Are EAS Secrets available to EAS Updates

hi again :slight_smile:

I’m still a bit confused about ENV variables and EAS Update. At least with the (possibly legacy) way I am doing things, I noticed that secret values passed via eas secret seem to be available with code generated by eas build but go missing after running eas update without the ENV variables explicitly passed in. To make this more specific:

My app.config.js has

{
  sentryDsn: process.env.SENTRY_DSN,
}

And my eas secrets has a valid entry for SENTRY_DSN.

Now if I run vanilla eas update ..., then sentryDsn becomes undefined. But if I run SENTRY_DSN=x expo update, (i.e. with the ENV variables passed it) it becomes populated again.

I don’t know if this is expected behavior or just a teething problem with these bleeding-edge features, but at least from my POV as an end-user (and a long-time user of the legacy OTA system), this is surprising behavior.

So two questions:

  1. Is this the expected behavior or just a temporary blip?
  2. What would you advise end users to do here in order to make these secrets available to the app in some way that a) removes duplication and b) restricts unnecessary access? For context, we have some high-profile clients who are under public scrutiny and we need to make access to certain credentials restricted to people with security clearance (I know there are no perfect secrets with apps but we want to increase the barrier to entry for hacking our app credentials. Most predicted attacks are by extreme amateurs in our space wishing to gain political points)

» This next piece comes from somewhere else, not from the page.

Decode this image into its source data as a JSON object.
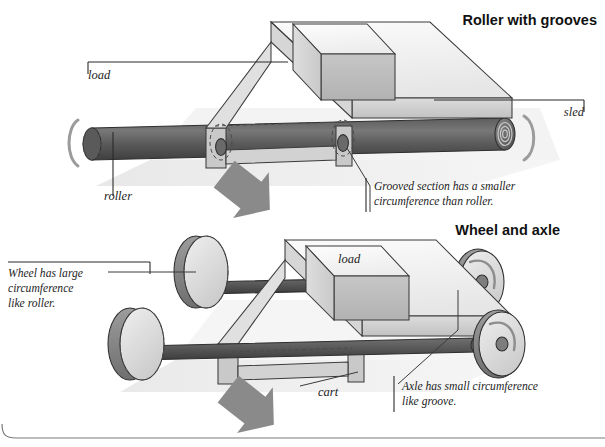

PS Sorry for posting lots of questions – we are pretty heavily invested in the Expo ecosystem so this is high-stakes stuff for us. If any of your team are curious about how my agency uses/plans to use Expo, I’m happy to arrange a call and could offer some insights. We also have a YouTube channel for programmers (3k subs) and are considering doing a video on EAS.

Welcome back!

As you suspect, this particular issue is a teething issue and one that we have not intentionally designed yet. I wrote a doc on how env vars can be used at the moment here, but those approaches are not smooth and likely do not meet what you need.

Right now, we don’t have a good solution for the two things you need: removing duplication and restricting access. --Perhaps there is some workaround with git-crypt or direnv, that could allow only some developers access to env vars.

We are going to work on this soon, and will certainly be in a better state before a general release later this year. Hearing your use case and needs will help us build a better flow/process. It sounds like you need the ability to have an update use the same env vars as a build, and also to have access to EAS secrets. Let me know if you have other needs!

Thanks.

The interim solution we ended up using is this

  • we created a .env file with all the secrets
  • we used these secrets in app.config.ts
const processEnv: ProcessEnv = process.env
const extra = {
  apiUrl: processEnv.API_URL,
  ...
}
  • we created a script that added these secrets to eas secret
# This is an approximation -- it may not work without tweaking for your shell
for pair in $(cat .env | grep "=."); do; eas secret:create --name $(echo $pair | cut -d = -f 1) --value $(echo $pair | cut -d = -f 2); done
  • we wrapped our own interfaces to all the eas commands with something that made all the variables in the .env file available as true ENV variables

For us, this was a Makefile

-include .env

URL_FOR_DEV_CLIENT="exp+$(EXPO_PROJECT_NAME)://expo-development-client/?url=$(EAS_UPDATES_URL)"


update_staging_ota: ## Update the staging branch over the air
	ENV=staging eas update --branch staging --message "Update"
	@echo "Open up the following link in the dev-client:"
	@echo $(URL_FOR_DEV_CLIENT)?channel-name=staging

We also ensured these secrets were available on Github Actions (using convenience helpers from the gh CLI.